To realize the view, simply reverse the partition and clustering keys from the base. In contrast to the previous view, house address is not in the key lest it incorrectly remove rows given blueprint’s partial participation with it.
As with the base table, the view table has no redundancy as any attributes in a cardinality relationship with the architect should be static, and statics aren’t carried into the view.
Conclusion
You saw that integrity constraints and functional dependencies are just as crucial for Cassandra design and, although only implied, table updates and maintenance as well.
On the relational side, built-in features and theory are tremendous aids in modeling. For the surgery problem, the way was clear in translating entities and a multivalued attribute into interconnected tables and using cascading referential integrity appropriately. For the plane rental problem, it was translating some ICs into FDs, and reasoning from them to apply a mixed strategy of unique and referential constraints and triggers to cover all ICs.
In Cassandra, the first lesson was about moving non-key attributes to the key and enlisting (nested) collections to ensure the key is always unique. In the next, you saw how, having only a primary key for IC enforcement, a legal instance of a Cassandra table can violate almost all ICs.
The third presented two rules for placement of FDs in the primary key: disallowing determinants and dependents both to reside in the partition and ordering of dependents before determinants to ensure proper nested row layout.
Finally, the discussion on materialized views showed that the base table must follow the rules, but the views built on the base necessarily don’t. Materialized views enable reusing of data with automatic synchronization.
Last Word
Imagine building a SQL Server backend for a medium- to large-size OLTP application. You enforce a clean separation of concerns between app and database, allowing only execute permission on stored procedures in a handful of schemas.
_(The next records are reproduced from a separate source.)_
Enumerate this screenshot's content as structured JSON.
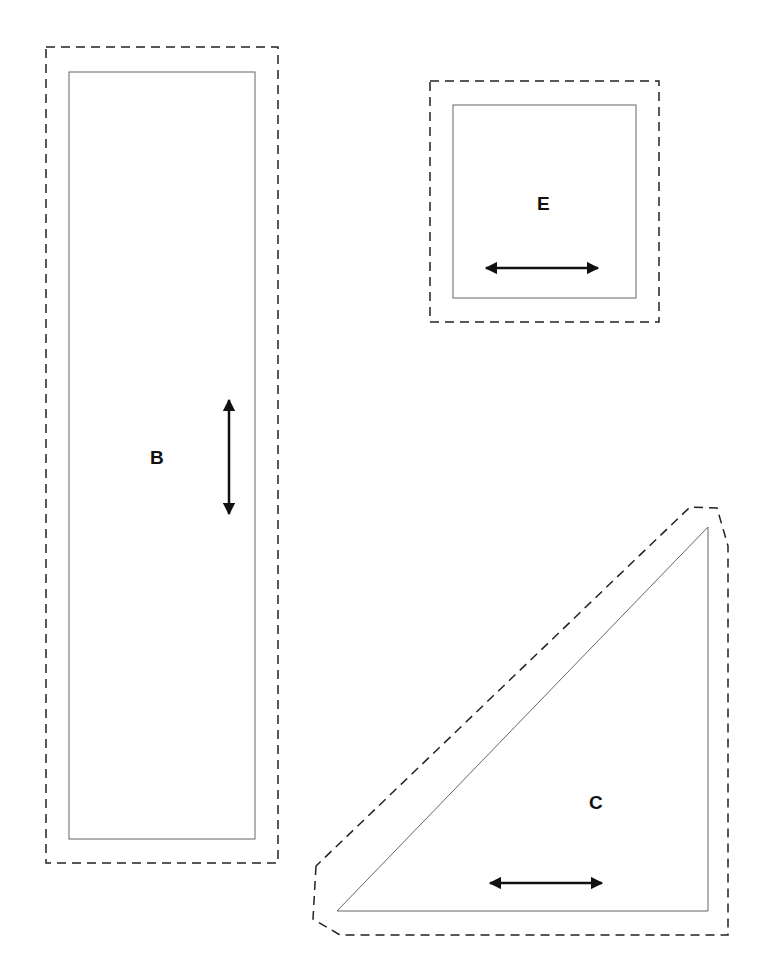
{
  "diagram": {
    "type": "sewing-pattern-pieces",
    "colors": {
      "background": "#ffffff",
      "cut_line": "#222222",
      "seam_line": "#666666",
      "text": "#111111"
    },
    "pieces": [
      {
        "label": "B",
        "shape": "rectangle",
        "grainline": "vertical"
      },
      {
        "label": "E",
        "shape": "square",
        "grainline": "horizontal"
      },
      {
        "label": "C",
        "shape": "right-triangle",
        "grainline": "horizontal"
      }
    ],
    "legend": {
      "dashed": "cutting line",
      "solid": "seam line",
      "arrow": "grainline"
    }
  }
}
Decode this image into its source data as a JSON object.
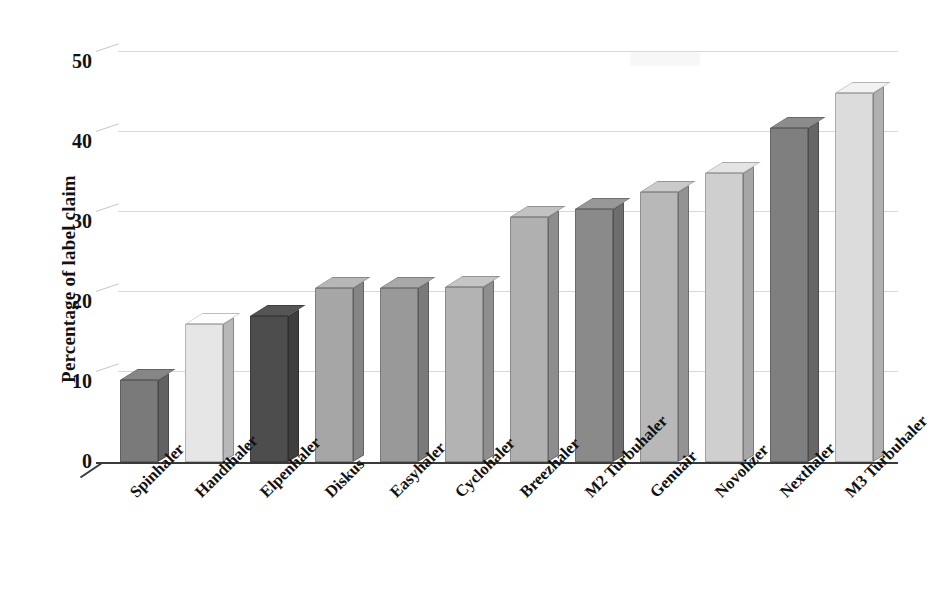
{
  "chart_data": {
    "type": "bar",
    "title": "",
    "subtitle": "",
    "xlabel": "",
    "ylabel": "Percentage of label claim",
    "ylim": [
      0,
      50
    ],
    "ytick_values": [
      0,
      10,
      20,
      30,
      40,
      50
    ],
    "ytick_labels": [
      "0",
      "10",
      "20",
      "30",
      "40",
      "50"
    ],
    "grid": true,
    "legend": false,
    "style_3d": true,
    "categories": [
      "Spinhaler",
      "Handihaler",
      "Elpenhaler",
      "Diskus",
      "Easyhaler",
      "Cyclohaler",
      "Breezhaler",
      "M2 Turbuhaler",
      "Genuair",
      "Novolizer",
      "Nexthaler",
      "M3 Turbuhaler"
    ],
    "values": [
      10.3,
      17.3,
      18.2,
      21.7,
      21.7,
      21.9,
      30.6,
      31.6,
      33.8,
      36.1,
      41.7,
      46.1
    ],
    "bar_colors": [
      "#7a7a7a",
      "#e6e6e6",
      "#4d4d4d",
      "#a6a6a6",
      "#999999",
      "#b3b3b3",
      "#b0b0b0",
      "#8a8a8a",
      "#b8b8b8",
      "#cfcfcf",
      "#7f7f7f",
      "#dcdcdc"
    ]
  },
  "axis": {
    "y_title": "Percentage of label claim"
  },
  "colors": {
    "gridline": "#d7d7d7",
    "baseline": "#3a3a3a",
    "text": "#111111",
    "background": "#ffffff"
  }
}
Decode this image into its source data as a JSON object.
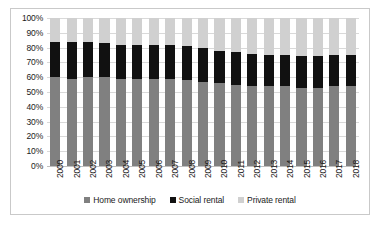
{
  "chart_data": {
    "type": "bar",
    "stacked": true,
    "title": "",
    "subtitle": "",
    "xlabel": "",
    "ylabel": "",
    "ylim": [
      0,
      100
    ],
    "ytick_labels": [
      "100%",
      "90%",
      "80%",
      "70%",
      "60%",
      "50%",
      "40%",
      "30%",
      "20%",
      "10%",
      "0%"
    ],
    "ytick_values": [
      100,
      90,
      80,
      70,
      60,
      50,
      40,
      30,
      20,
      10,
      0
    ],
    "grid": true,
    "legend_position": "bottom",
    "categories": [
      "2000",
      "2001",
      "2002",
      "2003",
      "2004",
      "2005",
      "2006",
      "2007",
      "2008",
      "2009",
      "2010",
      "2011",
      "2012",
      "2013",
      "2014",
      "2015",
      "2016",
      "2017",
      "2018"
    ],
    "series": [
      {
        "name": "Home ownership",
        "color": "#808080",
        "values": [
          60,
          59,
          60,
          60,
          59,
          59,
          59,
          59,
          58,
          57,
          56,
          55,
          54,
          54,
          54,
          53,
          53,
          54,
          54
        ]
      },
      {
        "name": "Social rental",
        "color": "#111111",
        "values": [
          24,
          25,
          24,
          23,
          23,
          23,
          23,
          23,
          23,
          23,
          22,
          22,
          22,
          21,
          21,
          21,
          21,
          21,
          21
        ]
      },
      {
        "name": "Private rental",
        "color": "#d0d0d0",
        "values": [
          16,
          16,
          16,
          17,
          18,
          18,
          18,
          18,
          19,
          20,
          22,
          23,
          24,
          25,
          25,
          26,
          26,
          25,
          25
        ]
      }
    ]
  },
  "legend": {
    "items": [
      {
        "label": "Home ownership",
        "color": "#808080"
      },
      {
        "label": "Social rental",
        "color": "#111111"
      },
      {
        "label": "Private rental",
        "color": "#d0d0d0"
      }
    ]
  }
}
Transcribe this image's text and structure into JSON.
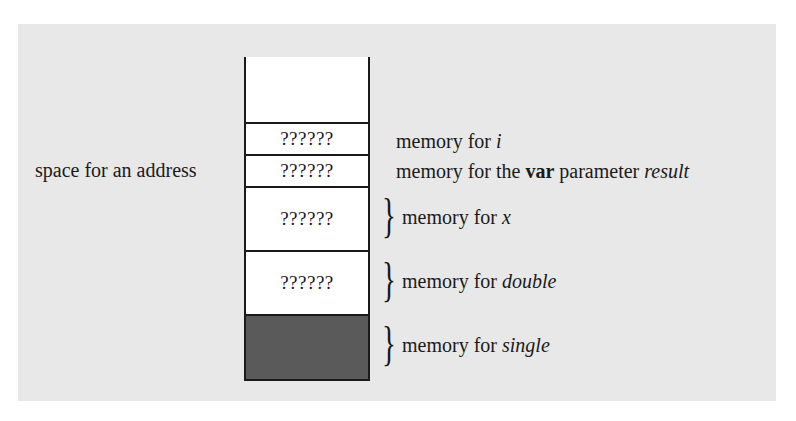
{
  "diagram": {
    "left_label": "space for an address",
    "cells": [
      {
        "id": "top-empty",
        "text": "",
        "fill": "#ffffff"
      },
      {
        "id": "i",
        "text": "??????",
        "fill": "#ffffff"
      },
      {
        "id": "result",
        "text": "??????",
        "fill": "#ffffff"
      },
      {
        "id": "x",
        "text": "??????",
        "fill": "#ffffff"
      },
      {
        "id": "double",
        "text": "??????",
        "fill": "#ffffff"
      },
      {
        "id": "single",
        "text": "",
        "fill": "#5a5a5a"
      }
    ],
    "labels": {
      "i": {
        "prefix": "memory for ",
        "var": "i"
      },
      "result": {
        "prefix": "memory for the ",
        "keyword": "var",
        "middle": " parameter ",
        "var": "result"
      },
      "x": {
        "prefix": "memory for ",
        "var": "x"
      },
      "double": {
        "prefix": "memory for ",
        "var": "double"
      },
      "single": {
        "prefix": "memory for ",
        "var": "single"
      }
    },
    "colors": {
      "panel": "#e8e8e8",
      "cell": "#ffffff",
      "shaded_cell": "#5a5a5a",
      "stroke": "#1a1a1a"
    }
  }
}
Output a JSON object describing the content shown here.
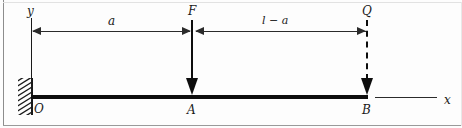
{
  "figure": {
    "kind": "cantilever-beam-free-body-diagram",
    "colors": {
      "line": "#0d0d0d",
      "dimension": "#2b2b2b",
      "frame": "#8d8d8d",
      "background": "#fdfdfd"
    }
  },
  "axes": {
    "y_label": "y",
    "x_label": "x",
    "origin_label": "O"
  },
  "points": {
    "a_label": "A",
    "b_label": "B"
  },
  "forces": [
    {
      "label": "F",
      "style": "solid",
      "direction": "down",
      "applied_at": "A"
    },
    {
      "label": "Q",
      "style": "dashed",
      "direction": "down",
      "applied_at": "B"
    }
  ],
  "dimensions": [
    {
      "label": "a",
      "from": "O",
      "to": "A"
    },
    {
      "label": "l − a",
      "from": "A",
      "to": "B"
    }
  ],
  "support": {
    "type": "fixed-wall-hatched",
    "at": "O"
  }
}
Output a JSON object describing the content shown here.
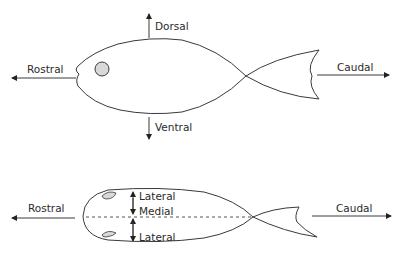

Whether you agree with me that this is a best practice – a topic for another day – one thing is clear: coupling between the two is as loose as can be.
All I’ve discussed points to the fact that, in contrast, Cassandra and OLTP apps are as tightly coupled as possible. Do you want integrity constraint enforcement? Mostly, write it in the app.
Looking ahead, the last article in the series is in three parts. The first discusses the common case of many-to-many relationships in the ERD. The second presents a function for doing attribute closure given a set of functional dependencies. This process has important implications for key and table design and functional dependency enforcement.
The last part returns to the original problem; solutions, given all the background, now come easily.